TEGUCIGALPA – Former president Manuel Zelaya returned home Saturday, as tens of thousands of Hondurans turned out to welcome him back nearly two years after he was removed from power at gunpoint in a coup.
Zelaya, wearing his trademark cowboy hat, landed in Tegucigalpa with his wife and aides aboard a Venezuelan passenger plane on a flight from Managua, where he spent the night.
In an interview broadcast from Managua by Telesur television network, Zelaya hailed his return from exile as “the result of an effort of all the countries of Latin America.”
“Today we begin the true reconciliation in Honduras,” Zelaya’s wife Xiomara Castro said, adding that they were committed “to continue the struggle to transform” the country.
The end of the former cattle rancher’s 16-month exile was part of a deal brokered by several Latin American governments that will end Honduras diplomatic isolation and give the government of President Porfirio Lobo access to foreign investment and aid.

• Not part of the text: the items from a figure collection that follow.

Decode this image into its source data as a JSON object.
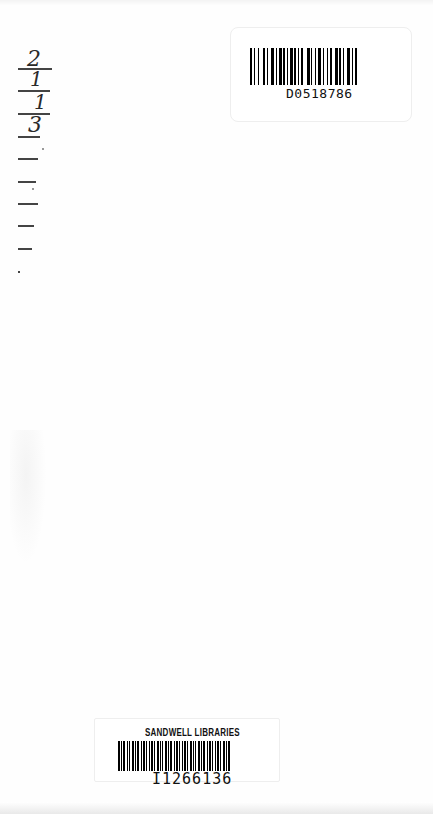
{
  "document": {
    "type": "library-book-endpaper"
  },
  "date_due_strip": {
    "entries": [
      "2",
      "1",
      "1",
      "3",
      "",
      "",
      "",
      "",
      "",
      ""
    ]
  },
  "top_label": {
    "barcode_number": "D0518786"
  },
  "bottom_label": {
    "library_name": "SANDWELL LIBRARIES",
    "barcode_number": "I1266136"
  }
}
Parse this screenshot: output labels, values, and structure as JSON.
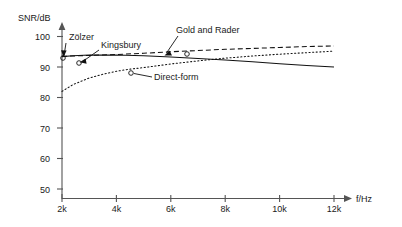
{
  "chart_data": {
    "type": "line",
    "title": "",
    "xlabel": "f/Hz",
    "ylabel": "SNR/dB",
    "xlim": [
      2000,
      12000
    ],
    "ylim": [
      50,
      100
    ],
    "grid": false,
    "legend_position": "inline-annotations",
    "x_tick_labels": [
      "2k",
      "4k",
      "6k",
      "8k",
      "10k",
      "12k"
    ],
    "x_tick_values": [
      2000,
      4000,
      6000,
      8000,
      10000,
      12000
    ],
    "y_tick_labels": [
      "50",
      "60",
      "70",
      "80",
      "90",
      "100"
    ],
    "y_tick_values": [
      50,
      60,
      70,
      80,
      90,
      100
    ],
    "series": [
      {
        "name": "Gold and Rader",
        "style": "dashed",
        "x": [
          2000,
          2400,
          3000,
          4000,
          5000,
          6000,
          7000,
          8000,
          9000,
          10000,
          11000,
          12000
        ],
        "values": [
          93.5,
          93.6,
          93.8,
          94.1,
          94.5,
          95.0,
          95.4,
          95.8,
          96.1,
          96.4,
          96.7,
          96.9
        ]
      },
      {
        "name": "Zölzer",
        "style": "solid",
        "x": [
          2000,
          2400,
          3000,
          4000,
          5000,
          6000,
          7000,
          8000,
          9000,
          10000,
          11000,
          12000
        ],
        "values": [
          93.4,
          93.7,
          93.9,
          93.9,
          93.7,
          93.3,
          92.8,
          92.3,
          91.7,
          91.1,
          90.5,
          90.0
        ]
      },
      {
        "name": "Kingsbury",
        "style": "solid",
        "x": [
          2000,
          2400,
          3000,
          4000,
          5000,
          6000,
          7000,
          8000,
          9000,
          10000,
          11000,
          12000
        ],
        "values": [
          93.4,
          93.7,
          93.9,
          93.9,
          93.7,
          93.3,
          92.8,
          92.3,
          91.7,
          91.1,
          90.5,
          90.0
        ]
      },
      {
        "name": "Direct-form",
        "style": "dotted",
        "x": [
          2000,
          2400,
          3000,
          3500,
          4000,
          4500,
          5000,
          5500,
          6000,
          7000,
          8000,
          9000,
          10000,
          11000,
          12000
        ],
        "values": [
          82.0,
          84.2,
          86.4,
          87.6,
          88.6,
          89.3,
          89.8,
          90.4,
          91.0,
          92.0,
          92.9,
          93.6,
          94.2,
          94.7,
          95.2
        ]
      }
    ],
    "annotations": [
      {
        "label": "Zölzer",
        "text_x": 75,
        "text_y": 40,
        "point_x": 64,
        "point_y": 58
      },
      {
        "label": "Kingsbury",
        "text_x": 100,
        "text_y": 48,
        "point_x": 78,
        "point_y": 62
      },
      {
        "label": "Gold and Rader",
        "text_x": 175,
        "text_y": 33,
        "point_x": 165,
        "point_y": 55
      },
      {
        "label": "Direct-form",
        "text_x": 155,
        "text_y": 79,
        "point_x": 131,
        "point_y": 73
      }
    ],
    "markers": [
      {
        "cx": 63,
        "cy": 58,
        "series": "Zölzer"
      },
      {
        "cx": 79,
        "cy": 63,
        "series": "Kingsbury"
      },
      {
        "cx": 131,
        "cy": 73,
        "series": "Direct-form"
      },
      {
        "cx": 187,
        "cy": 54,
        "series": "Gold and Rader"
      }
    ]
  },
  "axes": {
    "y_axis_title": "SNR/dB",
    "x_axis_title": "f/Hz"
  }
}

Thousands of supporters from around the country cheered when Zelaya’s plane landed. An even larger crowd packed a city plaza where the 58-year-old ex-leader will hold a rally.
Several people fainted in the heat waiting for Zelaya, who was several hours behind schedule.
Event organizer Rafael Alegria said they were expecting a million people at the rally, though local authorities did not give a crowd estimate.
The ousted former president is returning to lead the National Popular Resistance Front (FNRP), a movement formed after the June 2009 coup to challenge a two party system that has dominated Honduran politics since the early 20th century.
Zelaya’s return will allow Honduras to rejoin the Organization of American States (OAS) and gain access to international aid, vital in a country where 70 percent of a population of nearly eight million live on four dollars or less a day.
The deal included a promise that all legal action against Zelaya would be dropped.
The ex-president arrived in the Nicaraguan capital on Friday from the Dominican Republic, where he had spent most of his time in exile.